The key learning point of this story is that there are always a number of ways to approach an account. If you think strategically, you will use your creative imagination to develop new and innovative approaches in developing your customer relationships. If you think in a linear manner, you will only see one way to approach and develop a relationship. I think you will agree that strategic thinking would greatly improve our chances of success in the sales cycle.

Be Customer Focused
The third key to success in sales is that you have a strong customer focus. I once read a book by Dr. Norman Vincent Peale, the author of “The Power of Positive Thinking”, that best defines customer focus.
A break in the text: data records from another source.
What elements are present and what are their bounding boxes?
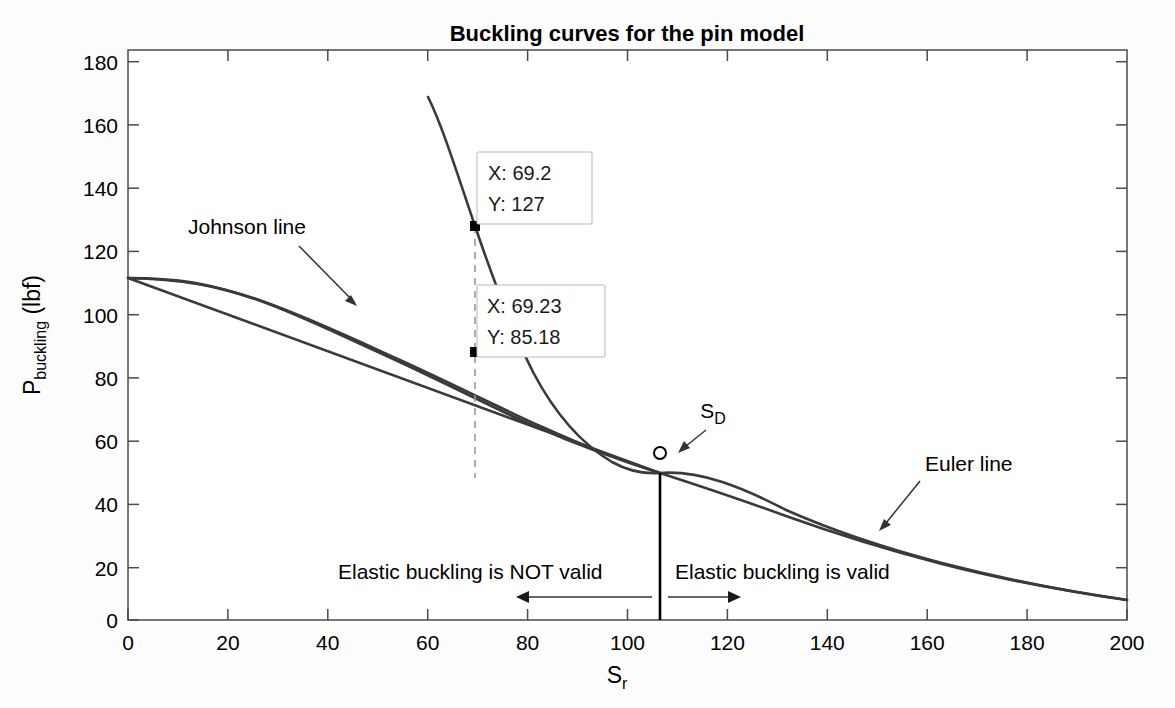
x-ticklabel-140: 140 (810, 631, 845, 654)
euler-line-label: Euler line (925, 452, 1013, 475)
y-axis-title-main: P (19, 380, 45, 395)
not-valid-label: Elastic buckling is NOT valid (338, 560, 603, 583)
valid-label: Elastic buckling is valid (675, 560, 890, 583)
y-ticklabel-0: 0 (106, 609, 118, 632)
figure-root: Buckling curves for the pin model 180 (0, 0, 1175, 708)
x-ticklabel-40: 40 (316, 631, 339, 654)
x-axis-title-sub: r (622, 675, 628, 692)
y-ticklabel-120: 120 (83, 240, 118, 263)
x-ticklabel-0: 0 (122, 631, 134, 654)
buckling-chart: Buckling curves for the pin model 180 (0, 0, 1175, 708)
plot-background (128, 50, 1127, 620)
johnson-datatip-x: X: 69.23 (487, 295, 562, 317)
x-ticklabel-80: 80 (516, 631, 539, 654)
x-ticklabel-20: 20 (216, 631, 239, 654)
x-ticklabel-120: 120 (710, 631, 745, 654)
sd-label-sub: D (714, 410, 726, 427)
y-ticklabel-140: 140 (83, 177, 118, 200)
x-ticklabel-100: 100 (610, 631, 645, 654)
johnson-line-label: Johnson line (188, 215, 306, 238)
x-axis-title-main: S (607, 662, 622, 688)
y-ticklabel-40: 40 (95, 493, 118, 516)
euler-datatip-y: Y: 127 (488, 193, 545, 215)
x-ticklabel-160: 160 (910, 631, 945, 654)
x-ticklabel-180: 180 (1010, 631, 1045, 654)
y-ticklabel-160: 160 (83, 114, 118, 137)
y-axis-title-unit: (lbf) (19, 275, 45, 321)
sd-label-main: S (700, 399, 714, 422)
x-ticklabel-60: 60 (416, 631, 439, 654)
johnson-datatip-y: Y: 85.18 (487, 326, 560, 348)
y-ticklabel-60: 60 (95, 430, 118, 453)
y-axis-title-sub: buckling (32, 321, 49, 380)
johnson-datatip[interactable]: X: 69.23 Y: 85.18 (477, 285, 605, 357)
y-ticklabel-80: 80 (95, 367, 118, 390)
x-ticklabel-200: 200 (1109, 631, 1144, 654)
sd-intersection-marker[interactable] (654, 447, 666, 459)
euler-datatip[interactable]: X: 69.2 Y: 127 (477, 152, 592, 224)
y-ticklabel-20: 20 (95, 557, 118, 580)
page-title: Buckling curves for the pin model (450, 21, 805, 46)
y-ticklabel-180: 180 (83, 51, 118, 74)
y-ticklabel-100: 100 (83, 304, 118, 327)
euler-datatip-x: X: 69.2 (488, 162, 551, 184)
The book was called “Stay Alive All of Your Life” and relayed the story of a small town furniture store owner. The store owner’s business was not doing well and the store owner was on the verge of going out of business. As you might expect, the store owner was quite distraught and went to Dr. Peale for consolation and advice. In turning to Dr. Peale, the store owner told the story of a woman who would come by his store every day to look at a chair in his window. Since he needed money, the woman only added to his frustration. The store owner could not understand why the woman would not come into his store to buy. Here’s what Dr. Peale had to say:

“Think first of helping Mrs. X. And to do that, you must first get to know her and her family; study her needs. Do not think so much about putting her money in your pocket as putting your chair, which she needs, into her home. Do this with all of your customers. Think of them as people needing your goods instead of yourself needing their money. Find ways of helping them overcome their difficulties, and you will overcome your own in doing so.”

Dr. Peale’s advice can be used as a beacon of light for all consultative or customer-focused sales professionals. Plainly stated, Dr. Peale tells us to learn about our customers, study their needs and solve their problems. If we do this successfully, we will, in turn, be successful. Never have truer words been spoken.

Conclusion
It should come as no surprise to you that sales is a tough profession. However, sales is also a rewarding profession. My wife is very quick to remind me that too often we look at actors and actresses when they receive their Academy Awards and forget what it took for them to be successful. To me, success lies in the journey, not in the destination. Be Proactive. Think Strategically. Be Customer Focused.